I’m now showing selections from an ongoing personal project documenting urban basketball courts in the Milwaukee area. Check it out at www.adamryanmorris.com by clicking through the splash page and then selecting “projects” from the navigation bar.


I’m now showing selections from an ongoing personal project documenting urban basketball courts in the Milwaukee area. Check it out at www.adamryanmorris.com by clicking through the splash page and then selecting “projects” from the navigation bar.

As seen in Riverwest.

Here’s a little ditty from Milwaukee Mag’s writeup of Master Z’s Cue Club, a big pool hall out in Waukesha. It was fun to just hang out and capture what happened. I like pool and all, but I’m not very good at it.

Meet John Janssen, a scientist at the Great Lakes Water Institute who studies lake trout. This shot for Milwaukee Magazine took a lot of wrangling. It all started, as it usually does, with a phone call to the subject, in this case Janssen. After discussing various photo ideas, we decided I’d better take a scouting mission, so we hung up and I hit the road. I’m sure glad I did. The institute’s docking area is too inland and canal-like. The massive boat they usually work on wouldn’t be available before my deadline. The rest of the place, while cool, just wasn’t visually matching what I’d need to illustrate the story. The trout at the institute are kept in a sterile area, and Janssen didn’t think we could get permission to make a photo like this. But after a little prodding and surprisingly little resistance, the fish handlers came up with a compromise: They would anesthetize a fish, allowing Janssen to hold it for a couple of one-minute rapid-fire shooting sprees. The fish, and thus us, would have to stay inside the sterile area. So it was settled. A garage door would make one background, and if time allowed (which it did… see below), we’d shoot something more environmental near the fish tanks.
So we made our game plan, and the next morning I returned to shoot. I wasn’t sure how Janssen, with his wry sense of humor, would behave in front of the camera. Turns out he was a riot…

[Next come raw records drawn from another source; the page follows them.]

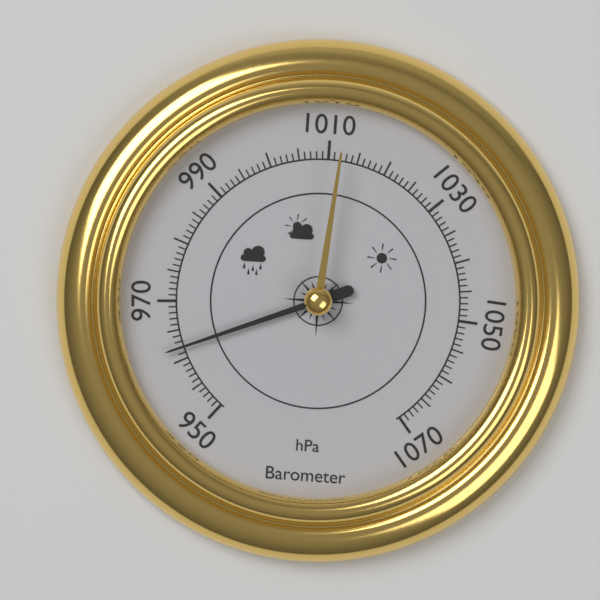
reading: 962 hPa
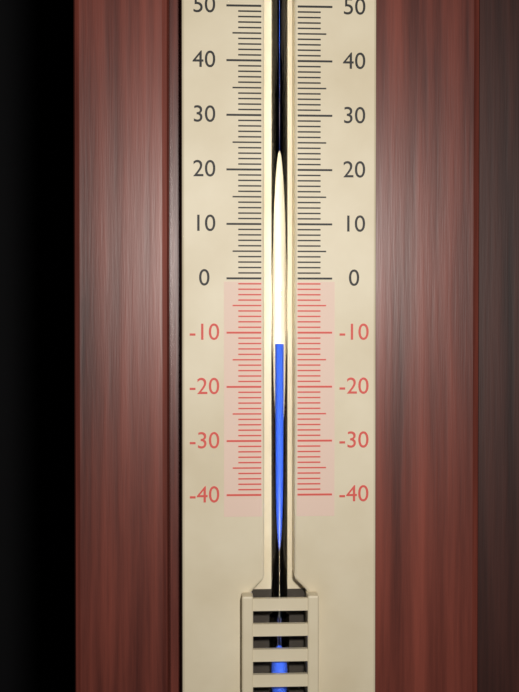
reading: -12 (no unit)
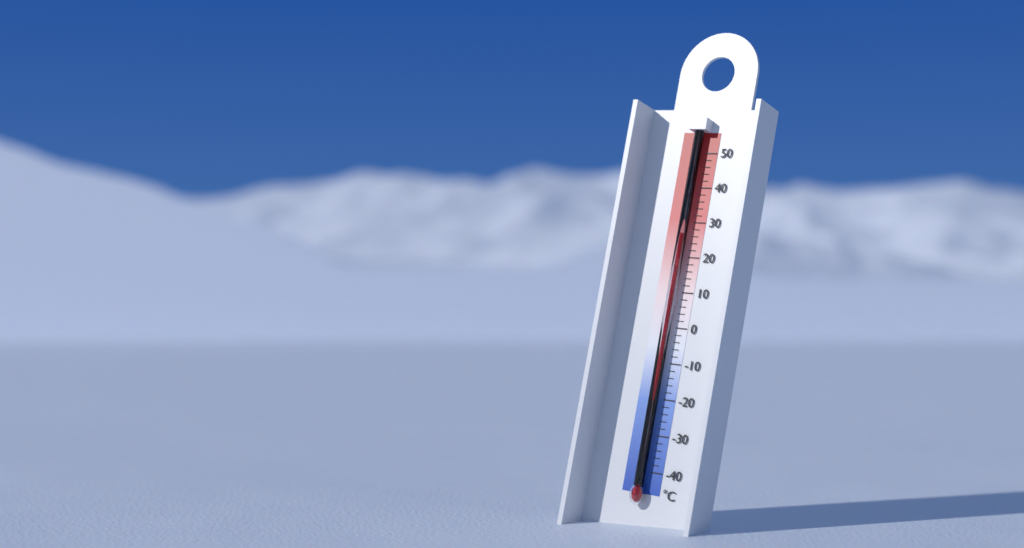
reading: 26 °C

Meet Tyson Hausdoerffer, local surfer. In Milwaukee? Well, sometimes. But he likes to spend his summer breaks (he teaches literature at UWM) in Mexico riding waves. We took to Bradford Beach one evening in July to shoot some photos for a Milwaukee Magazine profile.

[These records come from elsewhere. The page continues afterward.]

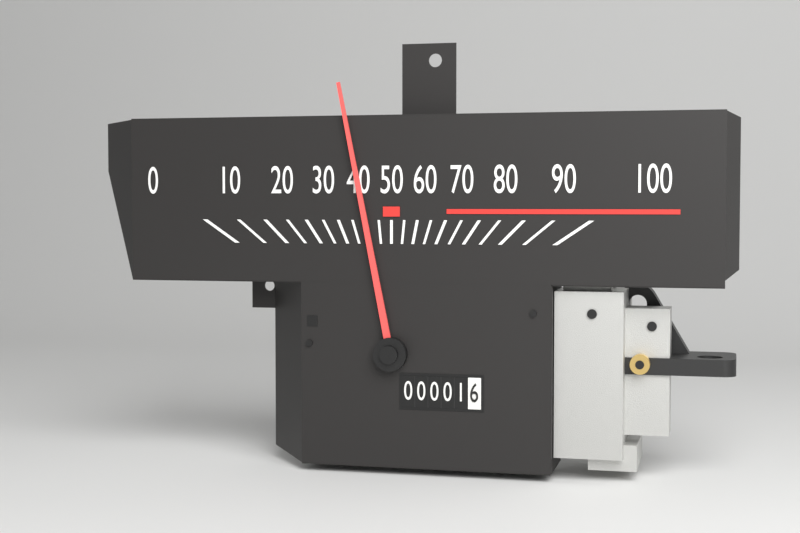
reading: 40 (no unit)
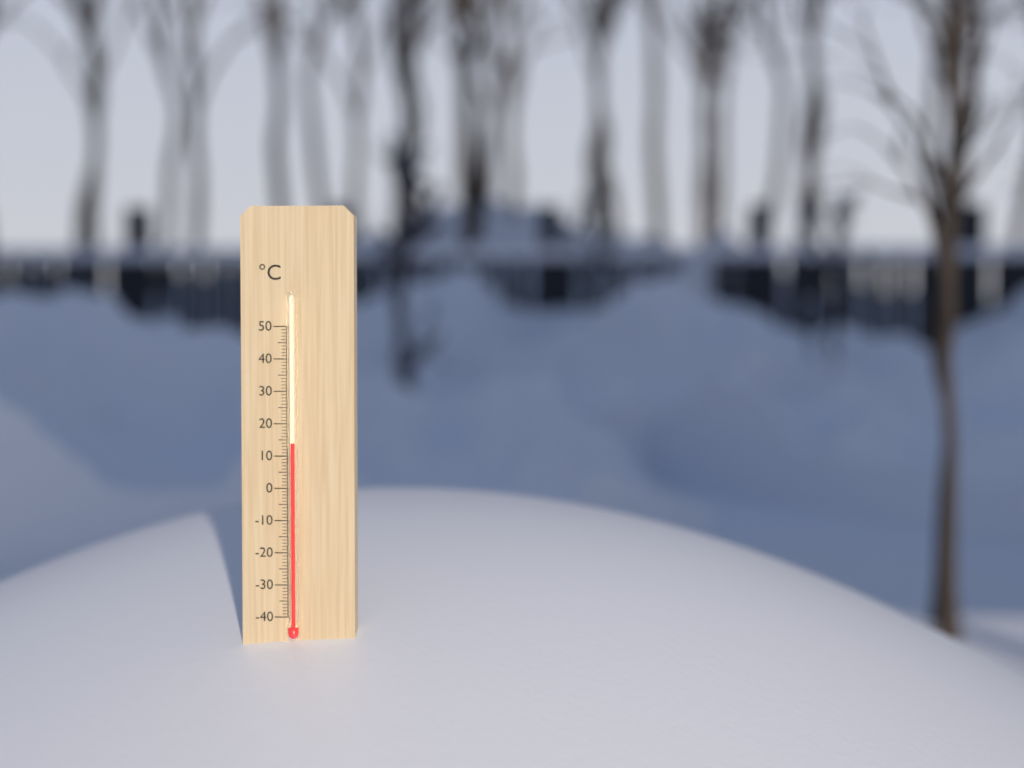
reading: 14 °C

I photographed this cool chili concoction for the current issue of Milwaukee Magazine. It’s the southwest corn chicken chili served on garlic bread at Chili Lili’s in the Third Ward. Can’t wait to go back and try this one! I imagine a nice cold beer, like the one pictured, would wash this down mighty nicely.

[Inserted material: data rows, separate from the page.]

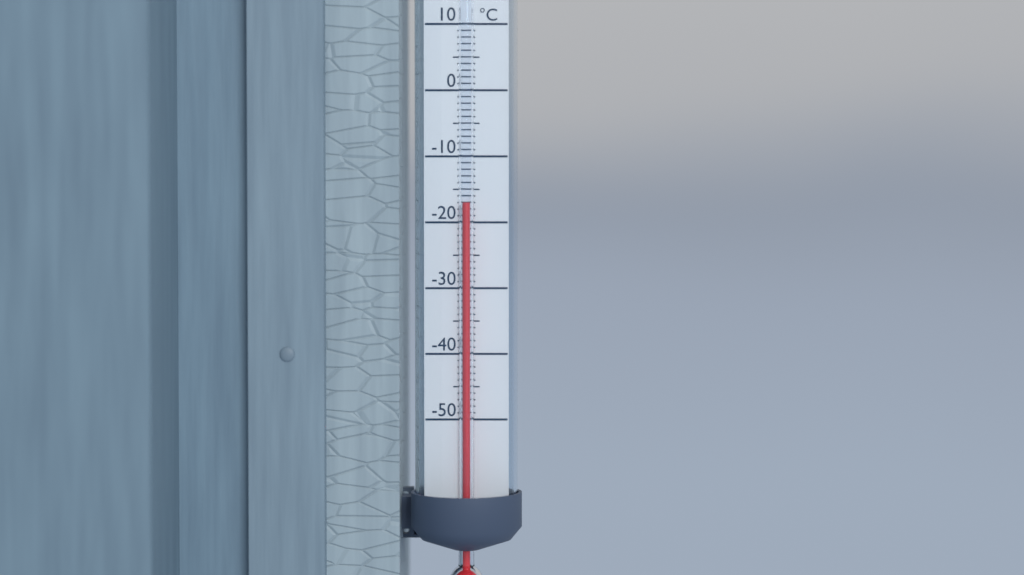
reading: -17 °C
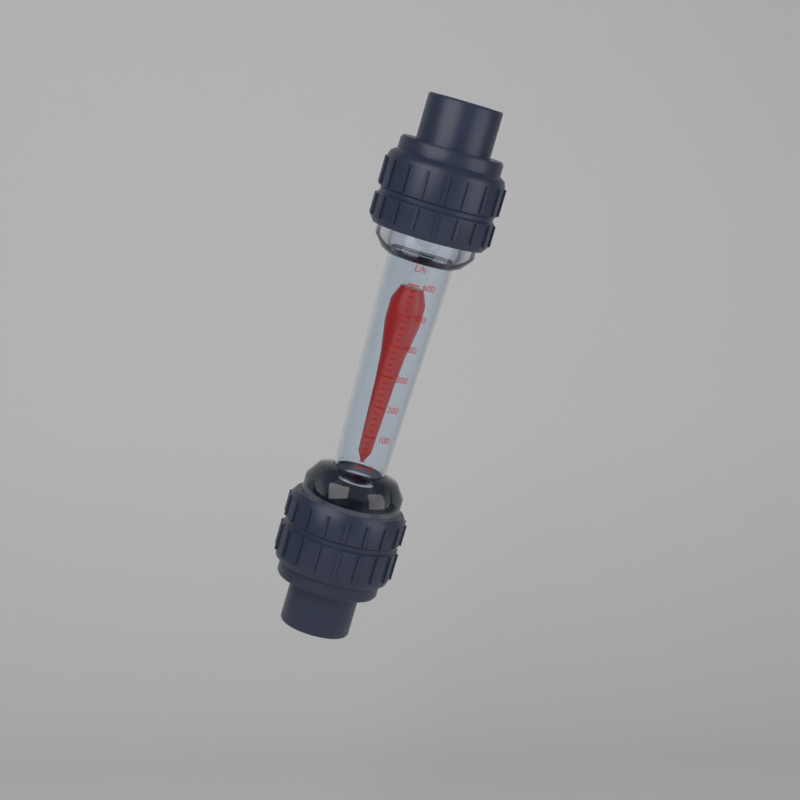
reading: 580 L/h
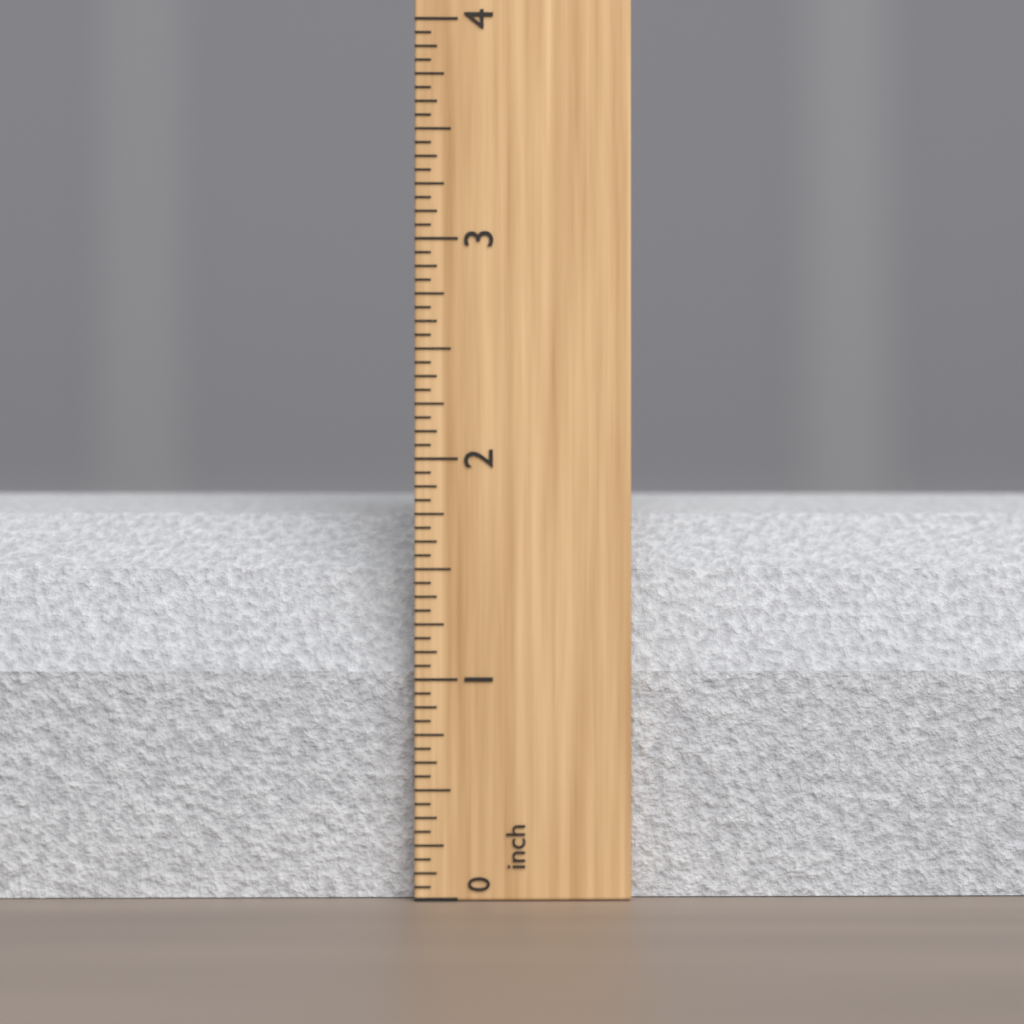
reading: 1.8750 inch
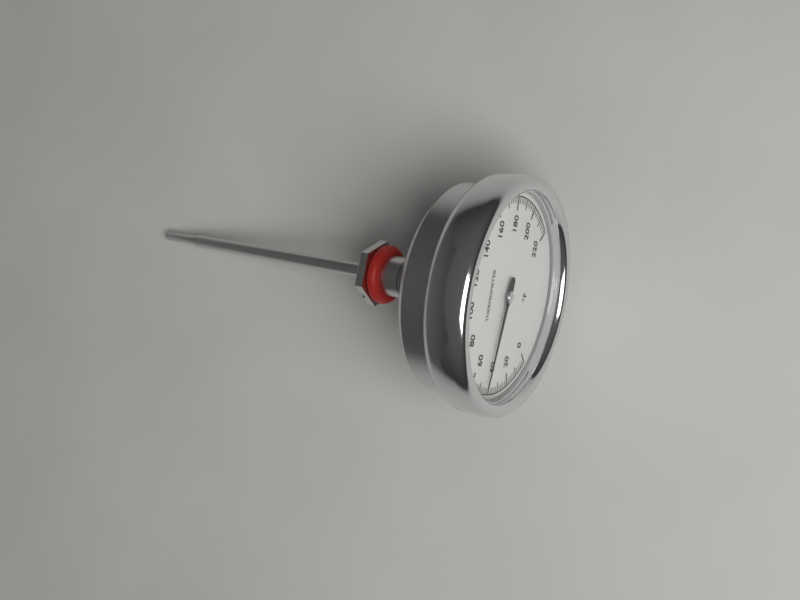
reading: 44 °F
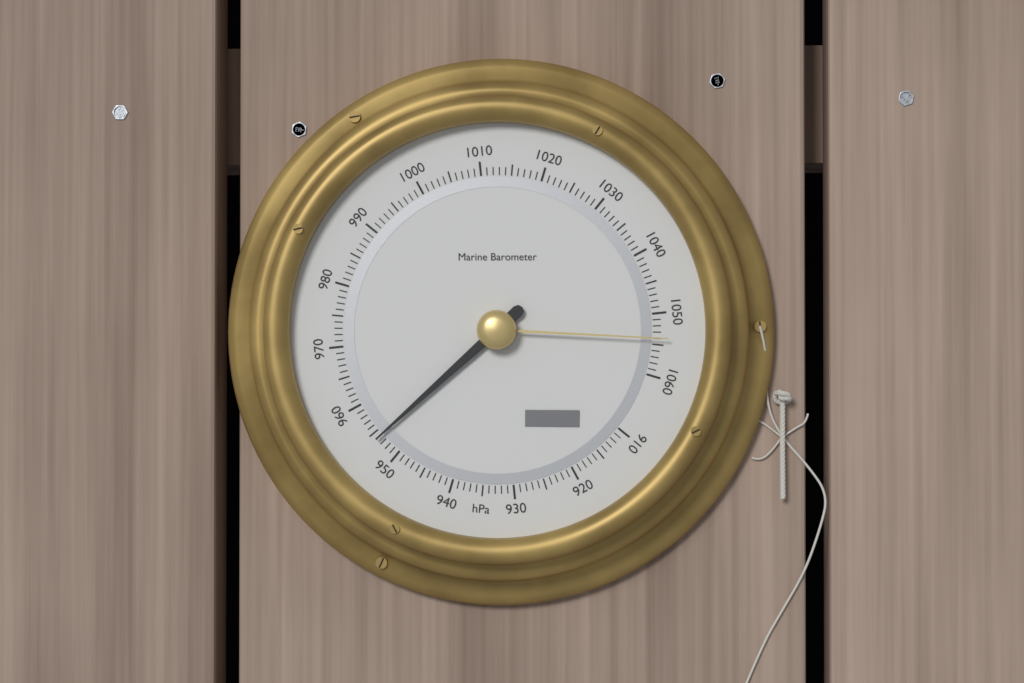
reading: 954 hPa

www.adamryanmorris.com is now viewable in a new mobile-friendly format. Cell phone- or iPad-using viewers of my site are automatically routed to the new version, which you can check out at www.adamryanmorris.com/mobi. So if you’ve got your phone handy and you’re feeling ambitious, give it a whirl and e-mail me with what you think. (The previous mobile-friendly HTML version of the site is still available for now.)

Right before these last few chaotic weeks began, I shot some portraits of my friend Kaz and his son, Keaton, during a walk around the Riverwest neighborhood. I’ve said it before and I’ll say it again… I love the freedom of roaming around with just a camera in hand.

You wouldn’t know it from thisĀ blog, but I’ve been busy lately. For now, a present: Some birch trees and sunlight from a shoot (unrelated to this photo) last week in Dousman, Wisconsin.

I was a little apprehensive when Milwaukee Magazine asked me to help shoot its best bars feature. They were after the on-camera-flash look, of which I don’t do much. I was super excited, though, that the assignment called for weird crops of hands, drinks, mouths, messy tables and so on. As soon as I hit the first bar, Bay View’s Blackbird, I was hooked. The technique afforded me far more freedom and speed than I would have had shooting available light or with a strobe or two on stands. And I like that flexibility!